First lets modify the YAML pipeline.

  1. Click Pipelines > Pipelines

  2. Select the "Working with triggers" pipeline

  3. Click "Edit"

  4. Replace the "trigger" section with the below code

    trigger:
      branches:
        include:
        - rathishr/*
        exclude:
        - master
        - heyko/*
      paths:
        include:
        - docs/*
        exclude:
        - docs/sample-file.md

    Your pipeline should look like below:

    pipeline sample

  5. Click "Save" twice to commit to feature branch.

    Let's now create the folder structure to showcase what we did.

  6. Go back to Repos > Files

  7. Create a new folder called docs and a file called readme.md

  8. Type some sample text and click on "Commit" twice.

  9. Goto Pipelines > Pipelines

    After this our pipeline is now triggered once as we've created a new folder called docs that will trigger the pipeline.

    Now lets put this logic into action. We are going to add and edit the sample-file.md which should not trigger the pipeline based on our path based exclusion.

  10. Click on Repos > Files

    Make sure you are in the right branch which in our case is "rathishr/feature1".

  11. Create a new file called sample-file.md in our docs folder

  12. Type some sample text and click on "Commit" twice.

  13. Goto Pipelines > Pipelines

    You will notice that the "Working with triggers" pipeline does not get triggered based on our exclusion.

  14. Go back to Repos > Files and ensure the right branch (rathishr/feature1) is selected.

  15. Create a new file under the docs folder, for example sample-file02.md. Click "Create"

  16. Type some sample text and click "commit" twice.

  17. Notice how the "Working with triggers" pipeline gets triggered.

4.3 Scheduled Trigger

Sometimes it makes sense to trigger pipelines not, or not only using a PR or a CI trigger. There are scenarios where you want to run a pipeline for example on a regular basis.

To implement this we have so called "scheduled trigger" that allow us, pretty similar to a cronjob in Linux, to run pipelines based on a specific schedule.

In this task we are now going to modify a pipeline to run on a daily and a weekly basis.

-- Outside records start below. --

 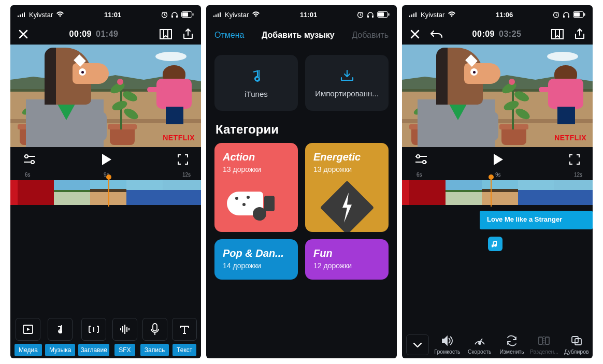 What do you see at coordinates (497, 14) in the screenshot?
I see `status-bar: Kyivstar 11:06` at bounding box center [497, 14].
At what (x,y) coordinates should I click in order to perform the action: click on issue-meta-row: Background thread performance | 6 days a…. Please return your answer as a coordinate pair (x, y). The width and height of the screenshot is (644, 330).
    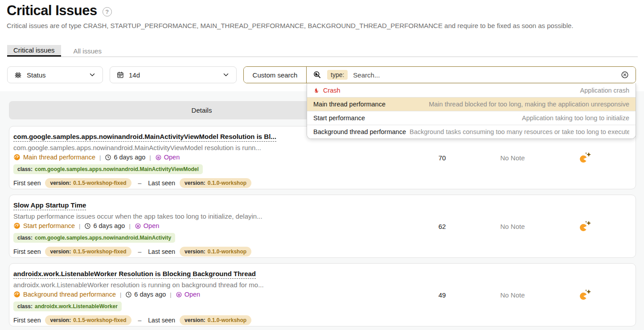
    Looking at the image, I should click on (202, 294).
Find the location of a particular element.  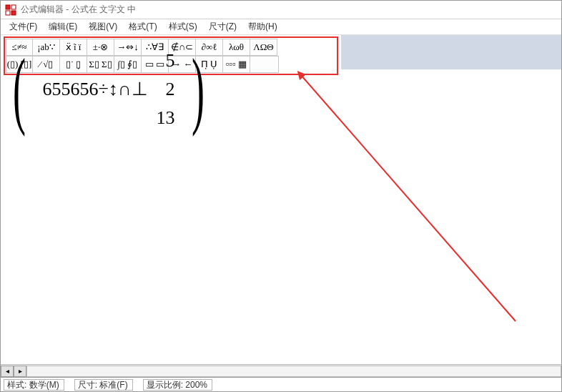

left-paren: ( is located at coordinates (19, 89).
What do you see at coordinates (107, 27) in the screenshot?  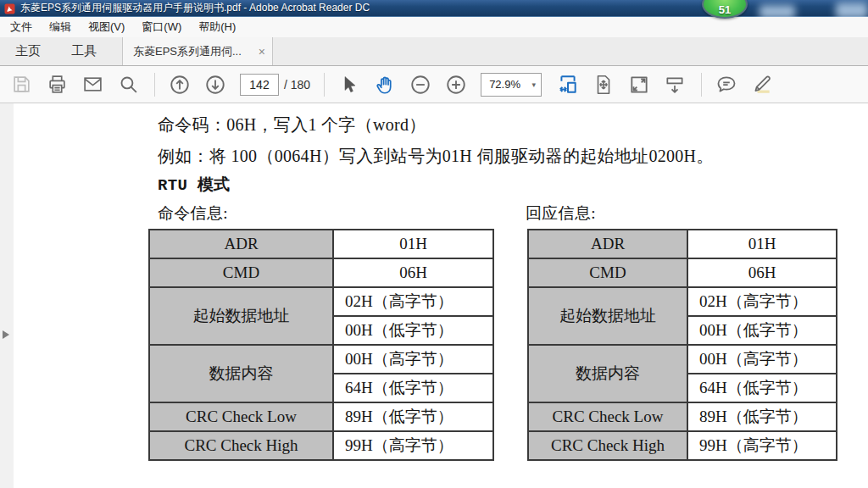 I see `menu-view: 视图(V)` at bounding box center [107, 27].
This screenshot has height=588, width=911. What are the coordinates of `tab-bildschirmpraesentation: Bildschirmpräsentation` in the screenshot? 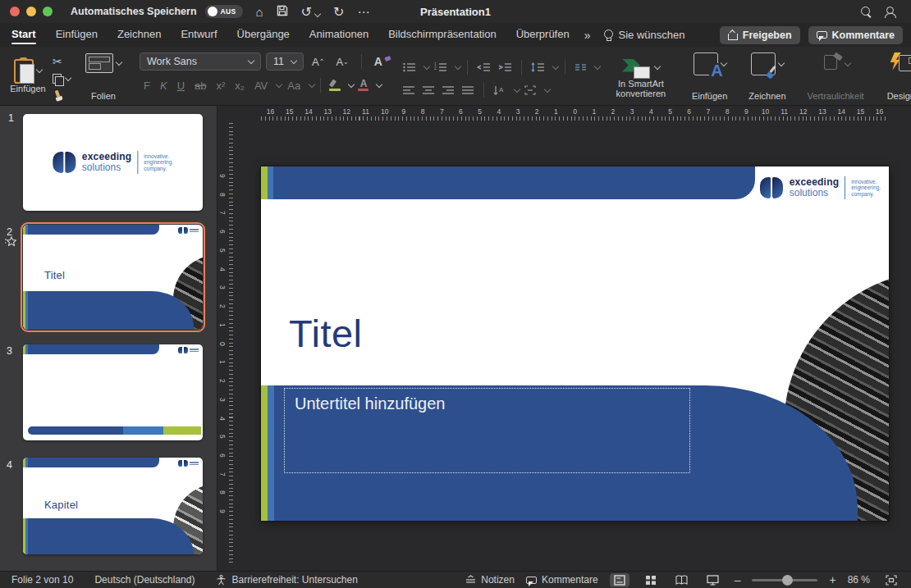 It's located at (442, 34).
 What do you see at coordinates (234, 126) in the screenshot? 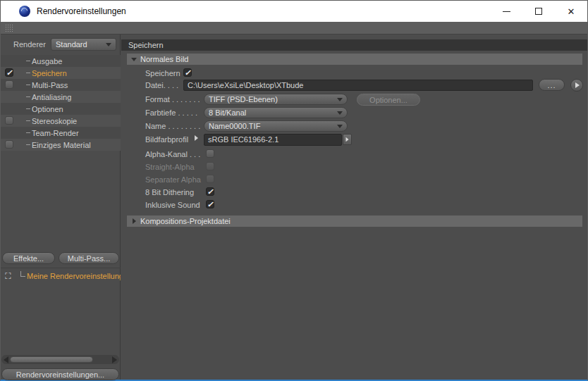
I see `name-dropdown-value: Name0000.TIF` at bounding box center [234, 126].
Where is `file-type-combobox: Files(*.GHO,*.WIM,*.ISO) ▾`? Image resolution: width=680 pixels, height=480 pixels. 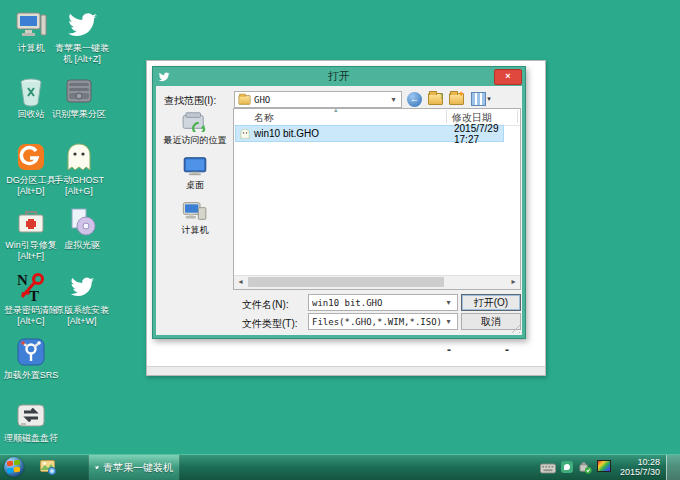
file-type-combobox: Files(*.GHO,*.WIM,*.ISO) ▾ is located at coordinates (383, 322).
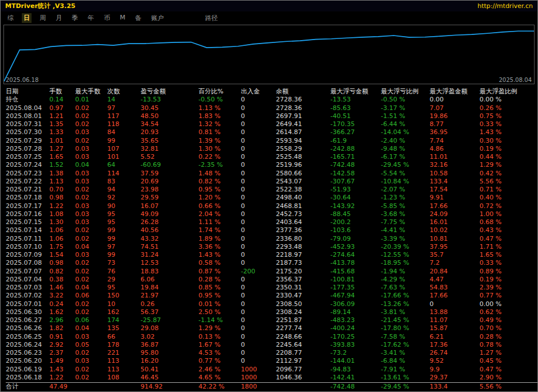  Describe the element at coordinates (220, 108) in the screenshot. I see `table-cell: 1.13 %` at that location.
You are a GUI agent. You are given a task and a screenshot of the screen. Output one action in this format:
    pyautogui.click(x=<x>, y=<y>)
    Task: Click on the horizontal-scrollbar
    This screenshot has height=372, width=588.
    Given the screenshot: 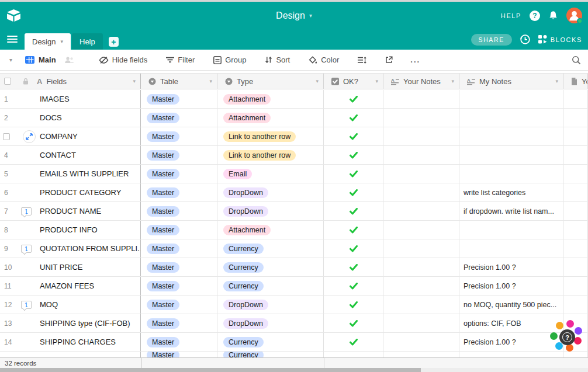 What is the action you would take?
    pyautogui.click(x=294, y=370)
    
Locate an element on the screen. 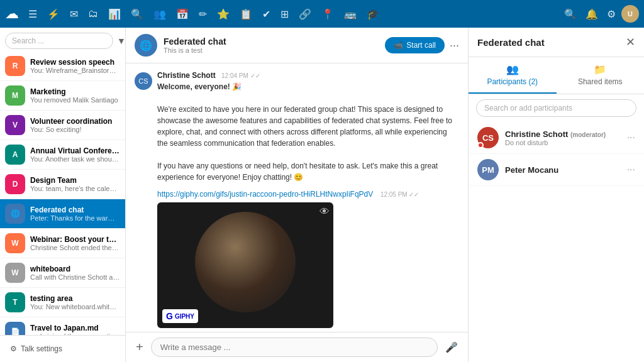 The height and width of the screenshot is (362, 644). topbar-right: 🔍 🔔 ⚙ U is located at coordinates (600, 14).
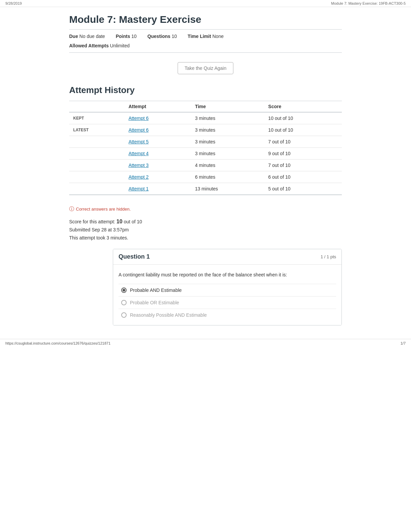 This screenshot has height=532, width=411. I want to click on points-label: Points, so click(123, 36).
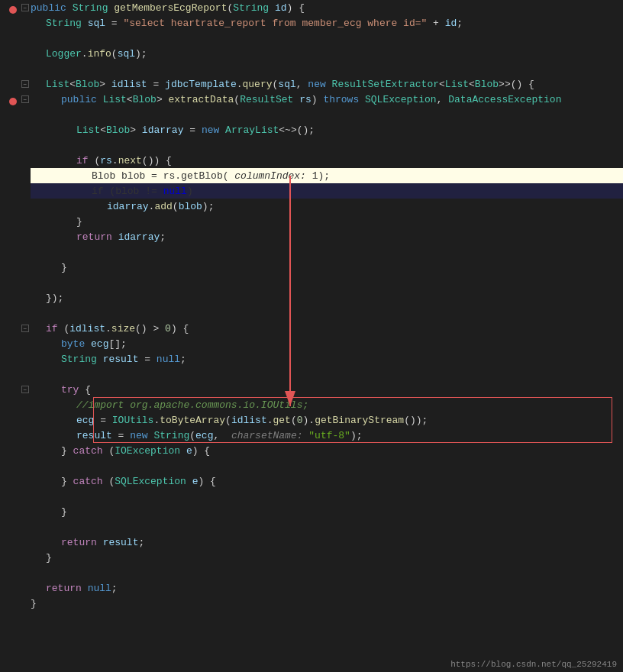 This screenshot has height=672, width=623. What do you see at coordinates (70, 389) in the screenshot?
I see `token-kw2: try` at bounding box center [70, 389].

  1. Goto Pipelines > Pipelines
  2. Select our "Working with triggers" pipeline
  3. Click on "Edit"

We are now going to add an additional block to our pipeline:

schedules:
- cron: "0 0 * * *"
  displayName: 'Daily midnight build'
  branches:
    include:
    - master

This code block contains scheduled triggers to run our pipeline on the master branch every night. Whether the code has changed or not since the last run.

It is also possible to have multiple scheduled triggers in a single pipeline. We can for example add:

- cron: "0 12 * * 0"
  displayName: 'Weekly Sunday build'
  branches:
    include:
    - master
  always: true

Which will, on top of the previous trigger, run the pipeline every sunday at 12am.

As we have specified only the "master" branch above, we've to merge our changes into master first before our scheduled trigger will start to work.

  • Goto Repos > Pull Requests
  • Create a new pull requests
  • Merge changes from our current branch into master

merge into master

  • Enter a viable title and description
  • Click on "Create"

In the next dialog you can review your pull request. When you have completed your review:

  • Click on "Complete"

Now that our changes are in master, let us check the pipeline triggers.

  • Goto Pipelines > Pipelines
  • Select our "Working with triggers" pipeline
  • Goto "Triggers"

check triggers

And this will show you the next, scheduled pipeline runs, based on the scheduled triggers we have defined earlier:

scheduled pipeline runs

This concludes Lab 4. Let's now go back to the Overview or continue with Lab 5.